Multi-Target Prediction
(tutorial lecture for DS 2013)

Author: Krzysztof Dembczyński

Affiliation: Laboratory of Intelligent Decision Support Systems
Politechnika Poznańska, Poznań Poland

Abstract. Traditional methods in machine learning and statistics provide data-driven models for predicting one-dimensional targets, such as binary outputs in classification and real-valued outputs in regression. In recent years, novel application domains have triggered fundamental research on more complicated problems where multi-target predictions are required. Such problems arise in diverse application domains, such as document categorization, tag recommendation of images, videos and music, information retrieval, natural language processing, drug discovery, biology, etc. Specific multi-target prediction problems have been studied in a variety of subfields of machine learning and statistics, such as multi-label classification, multivariate regression, sequence learning, structured output prediction, preference learning, multi-task learning and collective learning.

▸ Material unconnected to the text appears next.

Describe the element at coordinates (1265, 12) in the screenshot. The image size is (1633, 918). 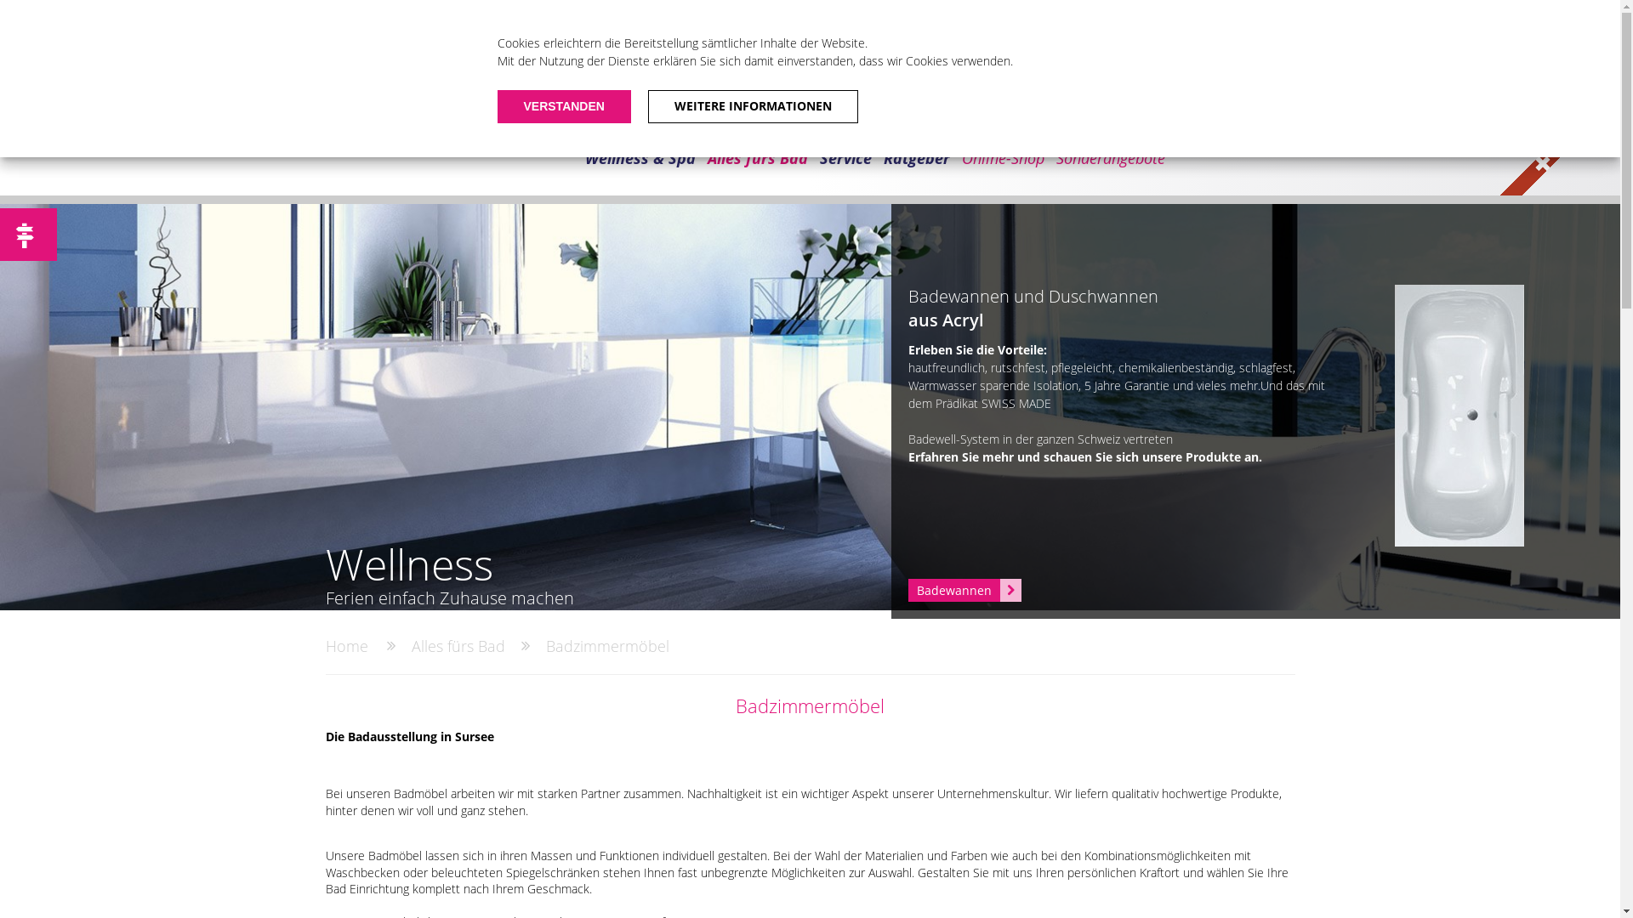
I see `Kontakt` at that location.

Despite their commonalities, work on solving problems in the above domains has typically been performed in isolation, without much interaction between the different sub-communities. The main goal of the tutorial is to present a unifying overview of the above-mentioned subfields of machine learning, by focusing on the simultaneous prediction of multiple, mutually dependent output variables. We will distinguish two different views on these problems. The individual-target view concerns improving a prediction quality of a single target by using information from other targets. The joint-target view concerns minimization of complex loss functions that cannot be decomposed to single targets.